So This Appears To Be Actually Happening.
The weird thing about being an author is that months pass by when you are not. As a general rule, you don’t get a lot of feedback as an author, particularly when you write short stories; maybe a couple of Twitter-mentions, maybe Lois Tilton reviews your tale, but mostly you write a story and it vanishes after a month and then you’re back to zilch.
I mean, you know you’re an author; you’re writing. You’re talking to other writers. But the feedback from the world is negligible.
And selling a novel is weird, because the feedback comes in clusters. You get the acceptance, and it’s all WOO I CAN’T TELL MY FRIENDS YET HOLY GOD SIGN THE CONTRACT SIGN THE CONTRACT. Then you make the announcement, and it’s a voluminous roar from your friends.
Then nothing. Weeks and weeks of nothing.
Then you get the edits! A flurry of activity.
Then nothing.
Then you get the copyedits! A flurry of activity!
Then nothing.
Then the proofing! And holy crap, is that more boring than I can convey!
And then weeks and weeks of nothing.
So my novel has been A Thing in my life, but months have passed by where it might as well have not existed. You just sort of go on cruise control, like ya do with stories, where you wait for things to happen.
And now, things are starting to heat up.
After months of delay, the Advanced Reader Copies for reviewers are up on NetGalley. People are starting to talk about this not just as “Hey, that thing that Ferrett is doing,” but as an actual book that they’re excited about. I’m planning podcasts, blog tours, publicity – and for the record, if you want me to make a post for your blog or talk on your show, talk to me, I’ll go just about anywhere.
There’s that shivering excitement of knowing that strangers now have your book in their hands, and you hope they like it.
You oscillate between hope and despair – I’ll sell ten thousand copies! No, you’ll be lucky to sell five hundred. This will be a success! They’ll hate it. You’ve done everything you can – for me, sending in the final proofs felt slightly despairing, like, “This book is now as literally as good as it’s going to get” – and so you have that feeling of the roller coaster ratcheting upwards, knowing there’s a drop coming, unable to see over that rise in front of you.
Reviews are coming. And you’re either Ned Stark or Littlefinger.
Last night, I spent an hour writing, then an hour prepping an excerpt of my book to be read aloud in a podcast, then I answered interview questions for an hour. The work is starting. I’m still coordinating book tours, trying to figure out how all this works, getting the signing…
…and I know this will eventually explode. In March there will be a flurry of Goodreads reviews, people telling me they loved it or hated it, I’ll watch my Amazon rating like it was my heartbeat when I was in the ER for cardiac arrest.
And sometime – I expect in May – it’ll all fade again. It’ll become Just Another Book, the last thing people read, and it’ll probably have a little more traction than a short story, but this will dwindle to backlist. It’ll be something I discuss, but the excitement? Over. Except for a few fans who, hopefully, will tell me how much they loved it. (I hope I hope.) I’ll have something to sign at conventions at long last.
But for right now, I’m in that zone where I can’t quite see the drop, but the rollercoaster is rattling harder, and I hear the people out in front whooping. Is that a good whoop, and this is going to be a joyous ride? Is it a bad whoop, where you discover this next rush is lame?
I don’t know.
Yet I can feel the pull of it. Something is happening. I’ve never gone over this hill before. It’s going to be weirdly exciting even if the book flops – all the talking I’ll do, all the preparation, all the people treating these words I churned out like they were just some other book on the shelves.
I’m transitioning from “Oh my God this is important to me” to “Oh my God this is one of thousands of books published this year.” It’ll be brutal. It’ll be eye-opening. It may even be profitable.
It’s coming, and the next six weeks are only going to get crazier.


**Exercise instructions:**
Repeat, line for line, only the span that opens at the "List every element" line and closes at the final line below. Skip the pictures.

(Collected data)

● ● ● ●

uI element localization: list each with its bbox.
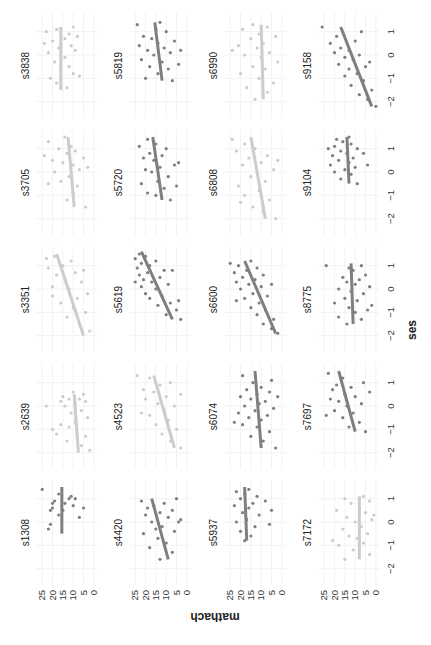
panel-background — [36, 247, 98, 352]
data-point — [331, 154, 334, 157]
data-point — [358, 421, 361, 424]
data-point — [47, 266, 50, 269]
data-point — [51, 159, 54, 162]
data-point — [55, 432, 58, 435]
y-tick-label: 0 — [276, 590, 287, 595]
facet-panel-s1308: s13082520151050 — [20, 480, 99, 601]
data-point — [249, 397, 252, 400]
panel-background — [129, 364, 191, 469]
x-tick-label: 1 — [385, 146, 396, 151]
data-point — [253, 525, 256, 528]
data-point — [55, 273, 58, 276]
data-point — [235, 299, 238, 302]
data-point — [356, 182, 359, 185]
data-point — [86, 166, 89, 169]
data-point — [239, 530, 242, 533]
facet-panel-s5720: s5720 — [113, 130, 191, 235]
data-point — [140, 411, 143, 414]
facet-panel-s6600: s6600 — [208, 247, 286, 352]
data-point — [142, 278, 145, 281]
data-point — [175, 308, 178, 311]
data-point — [245, 388, 248, 391]
data-point — [321, 25, 324, 28]
data-point — [235, 520, 238, 523]
x-tick-label: −1 — [385, 73, 396, 84]
facet-title: s3351 — [20, 285, 31, 313]
data-point — [352, 548, 355, 551]
data-point — [51, 39, 54, 42]
facet-title: s2639 — [20, 402, 31, 430]
data-point — [163, 269, 166, 272]
data-point — [167, 175, 170, 178]
x-tick-label: −1 — [385, 424, 396, 435]
panel-grid: s13082520151050s2639s3351s3705s3838s4420… — [20, 13, 396, 601]
data-point — [177, 299, 180, 302]
data-point — [364, 430, 367, 433]
data-point — [266, 154, 269, 157]
data-point — [165, 395, 168, 398]
data-point — [231, 138, 234, 141]
data-point — [84, 400, 87, 403]
facet-panel-s7172: s71722520151050−2−101 — [302, 480, 396, 601]
data-point — [339, 177, 342, 180]
data-point — [362, 292, 365, 295]
data-point — [47, 182, 50, 185]
data-point — [144, 168, 147, 171]
data-point — [239, 395, 242, 398]
facet-title: s6600 — [208, 285, 219, 313]
data-point — [341, 140, 344, 143]
data-point — [55, 81, 58, 84]
data-point — [354, 283, 357, 286]
data-point — [262, 322, 265, 325]
data-point — [140, 285, 143, 288]
data-point — [51, 285, 54, 288]
y-tick-label: 0 — [181, 590, 192, 595]
data-point — [55, 28, 58, 31]
x-tick-label: −2 — [385, 96, 396, 107]
data-point — [86, 292, 89, 295]
data-point — [84, 311, 87, 314]
data-point — [274, 446, 277, 449]
data-point — [171, 509, 174, 512]
data-point — [345, 322, 348, 325]
data-point — [331, 539, 334, 542]
data-point — [171, 269, 174, 272]
data-point — [169, 51, 172, 54]
data-point — [235, 280, 238, 283]
facet-panel-s7697: s7697−2−101 — [302, 364, 396, 469]
data-point — [243, 53, 246, 56]
data-point — [358, 93, 361, 96]
data-point — [339, 46, 342, 49]
data-point — [268, 198, 271, 201]
x-tick-label: 0 — [385, 403, 396, 408]
data-point — [231, 49, 234, 52]
data-point — [229, 262, 232, 265]
data-point — [51, 294, 54, 297]
data-point — [372, 513, 375, 516]
data-point — [144, 77, 147, 80]
facet-title: s6990 — [208, 51, 219, 79]
data-point — [374, 105, 377, 108]
data-point — [235, 490, 238, 493]
data-point — [249, 435, 252, 438]
data-point — [136, 23, 139, 26]
facet-title: s5819 — [113, 51, 124, 79]
data-point — [163, 46, 166, 49]
data-point — [167, 516, 170, 519]
data-point — [173, 530, 176, 533]
data-point — [237, 264, 240, 267]
data-point — [251, 292, 254, 295]
data-point — [179, 518, 182, 521]
data-point — [335, 35, 338, 38]
data-point — [255, 313, 258, 316]
data-point — [163, 502, 166, 505]
data-point — [72, 72, 75, 75]
data-point — [270, 509, 273, 512]
data-point — [41, 488, 44, 491]
data-point — [49, 523, 52, 526]
data-point — [337, 544, 340, 547]
data-point — [337, 63, 340, 66]
data-point — [72, 504, 75, 507]
data-point — [266, 25, 269, 28]
data-point — [88, 329, 91, 332]
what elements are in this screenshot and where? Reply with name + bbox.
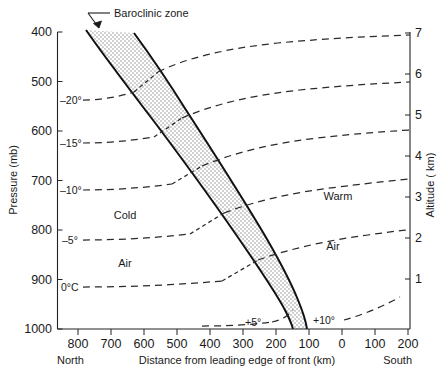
bottom-tick-label-0: 0 (339, 337, 346, 351)
bottom-tick-label-minus-100: 100 (365, 337, 386, 351)
right-tick-label-2: 2 (415, 231, 422, 245)
bottom-tick-label-700: 700 (101, 337, 122, 351)
right-tick-label-7: 7 (415, 26, 422, 40)
left-tick-label-500: 500 (31, 75, 52, 89)
direction-label-north: North (57, 354, 84, 366)
left-tick-label-1000: 1000 (24, 322, 52, 336)
isotherm-label-minus-15: –15° (60, 137, 82, 149)
left-tick-label-800: 800 (31, 223, 52, 237)
isotherm-label-minus-5: –5° (62, 234, 78, 246)
left-axis-title: Pressure (mb) (7, 145, 19, 215)
left-tick-label-600: 600 (31, 124, 52, 138)
right-tick-label-4: 4 (415, 149, 422, 163)
bottom-tick-label-600: 600 (134, 337, 155, 351)
isotherm-label-zero: 0°C (61, 281, 79, 293)
direction-label-south: South (383, 354, 412, 366)
bottom-tick-label-400: 400 (200, 337, 221, 351)
cold-air-label-line1: Cold (114, 209, 137, 221)
bottom-axis-title: Distance from leading edge of front (km) (139, 354, 335, 366)
isotherm-label-minus-10: –10° (60, 184, 82, 196)
cold-air-label-line2: Air (118, 257, 132, 269)
right-tick-label-5: 5 (415, 108, 422, 122)
baroclinic-zone-annotation-label: Baroclinic zone (114, 7, 189, 19)
right-tick-label-1: 1 (415, 272, 422, 286)
right-tick-label-3: 3 (415, 190, 422, 204)
isotherm-label-plus-10: +10° (313, 314, 335, 326)
bottom-tick-label-200: 200 (266, 337, 287, 351)
left-tick-label-700: 700 (31, 174, 52, 188)
warm-air-label-line2: Air (326, 240, 340, 252)
bottom-tick-label-800: 800 (68, 337, 89, 351)
right-axis-title: Altitude ( km) (424, 153, 436, 218)
left-tick-label-400: 400 (31, 25, 52, 39)
warm-air-label-line1: Warm (324, 190, 353, 202)
left-tick-label-900: 900 (31, 273, 52, 287)
isotherm-label-plus-5: +5° (245, 316, 261, 328)
isotherm-label-minus-20: –20° (60, 94, 82, 106)
bottom-tick-label-300: 300 (233, 337, 254, 351)
bottom-tick-label-500: 500 (167, 337, 188, 351)
bottom-tick-label-100: 100 (299, 337, 320, 351)
baroclinic-zone-cross-section-figure: 400 500 600 700 800 900 1000 Pressure (m… (0, 0, 441, 371)
right-tick-label-6: 6 (415, 67, 422, 81)
bottom-tick-label-minus-200: 200 (398, 337, 419, 351)
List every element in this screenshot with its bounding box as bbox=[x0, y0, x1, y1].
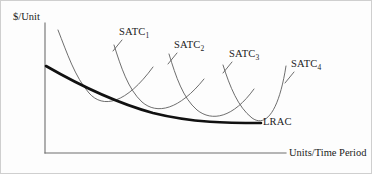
satc-label-subscript-2: 2 bbox=[200, 44, 204, 53]
lrac-curve-label: LRAC bbox=[263, 117, 292, 128]
leader-line-satc-3 bbox=[223, 62, 232, 73]
satc-label-text-3: SATC bbox=[229, 48, 255, 59]
satc-label-text-1: SATC bbox=[119, 26, 145, 37]
satc-label-text-2: SATC bbox=[174, 39, 200, 50]
lrac-curve bbox=[46, 66, 261, 123]
satc-label-subscript-1: 1 bbox=[145, 31, 149, 40]
satc-curve-label-4: SATC4 bbox=[291, 59, 321, 70]
x-axis-label: Units/Time Period bbox=[289, 148, 367, 159]
satc-label-text-4: SATC bbox=[291, 58, 317, 69]
satc-curve-4 bbox=[223, 65, 286, 121]
satc-curve-label-1: SATC1 bbox=[119, 27, 149, 38]
satc-label-subscript-4: 4 bbox=[317, 63, 321, 72]
satc-curve-label-3: SATC3 bbox=[229, 49, 259, 60]
leader-line-satc-4 bbox=[285, 72, 294, 83]
y-axis-label: $/Unit bbox=[13, 12, 40, 23]
satc-label-subscript-3: 3 bbox=[255, 53, 259, 62]
satc-curve-label-2: SATC2 bbox=[174, 40, 204, 51]
cost-curve-figure: $/Unit Units/Time Period LRAC SATC1 SATC… bbox=[0, 0, 372, 174]
satc-curve-1 bbox=[58, 30, 153, 102]
satc-curve-2 bbox=[114, 45, 204, 109]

● ● ● ●

**Solution below:**
List every element in this screenshot with its bounding box as bbox=[x0, y0, x1, y1].
satc-label-subscript-2: 2 bbox=[200, 44, 204, 53]
lrac-curve-label: LRAC bbox=[263, 117, 292, 128]
leader-line-satc-3 bbox=[223, 62, 232, 73]
satc-label-text-3: SATC bbox=[229, 48, 255, 59]
satc-label-text-1: SATC bbox=[119, 26, 145, 37]
satc-label-text-2: SATC bbox=[174, 39, 200, 50]
lrac-curve bbox=[46, 66, 261, 123]
satc-label-subscript-1: 1 bbox=[145, 31, 149, 40]
satc-curve-label-4: SATC4 bbox=[291, 59, 321, 70]
x-axis-label: Units/Time Period bbox=[289, 148, 367, 159]
satc-label-text-4: SATC bbox=[291, 58, 317, 69]
satc-curve-4 bbox=[223, 65, 286, 121]
satc-curve-label-1: SATC1 bbox=[119, 27, 149, 38]
satc-label-subscript-4: 4 bbox=[317, 63, 321, 72]
satc-curve-label-3: SATC3 bbox=[229, 49, 259, 60]
leader-line-satc-4 bbox=[285, 72, 294, 83]
y-axis-label: $/Unit bbox=[13, 12, 40, 23]
satc-label-subscript-3: 3 bbox=[255, 53, 259, 62]
satc-curve-label-2: SATC2 bbox=[174, 40, 204, 51]
cost-curve-figure: $/Unit Units/Time Period LRAC SATC1 SATC… bbox=[0, 0, 372, 174]
satc-curve-1 bbox=[58, 30, 153, 102]
satc-curve-2 bbox=[114, 45, 204, 109]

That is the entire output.